Kudos to all the organizers of and participants in this week's Montana Faith Community Impact Summit in Kalispell.

The event lived up to the billing in that lengthy title.

It was a strong outpouring of faith, whether through the rousing speech from U.S. Senate Chaplain Barry Black or the evocative words of Gary Mortenson describing how his faith in education is making the difference in the lives of Afghan and Pakistani women.

It was an impressive community effort with people from many sectors of society represented - and attendance was outstanding.

It also had impact, not just from the keynote addresses but also in the various breakout sessions that tackled subjects from housing and homelessness to community philanthropy.

And it was literally a summit, with top leaders from across the state on hand to work toward finding remedies instead of finding fault, in the words of summit sponsor Sen. Max Baucus, D-Mont.

Bigfork voters have spoken, and they are of two minds.

That's all right. There's no reason to expect complicated issues to be resolved unanimously.

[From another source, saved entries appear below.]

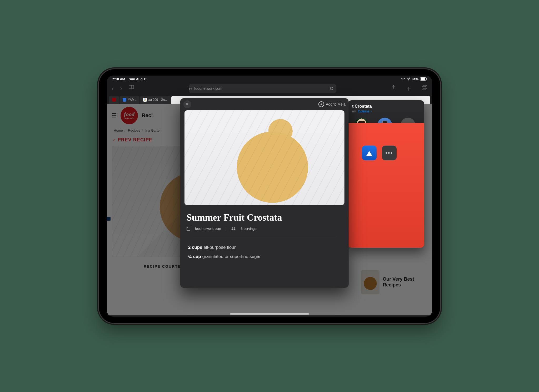  I want to click on tabs-icon, so click(425, 88).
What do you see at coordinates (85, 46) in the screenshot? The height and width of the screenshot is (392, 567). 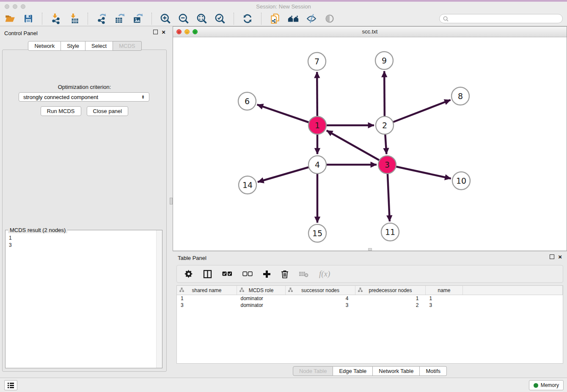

In two mail-in school bond issues, voters said yes to the elementary school levy and no to the high-school levy. The votes were very close in the elections, and actually both passed in the Bigfork district, but the Swan River district went heavily against the high school proposal, dooming it.

More money, of course, is not a guarantee of solutions, nor is a failed bond a harbinger of declining education. The elementary and high school districts will both work to give students the best education possible with what is available.

It's understandable that voters did not approve two such large expenditures at the same time. Taxpayers must gauge the impact of levies on their own families as well as on the community.

In the meantime, the elementary school will begin to gratefully make improvements, and the high school will go back to the drawing board.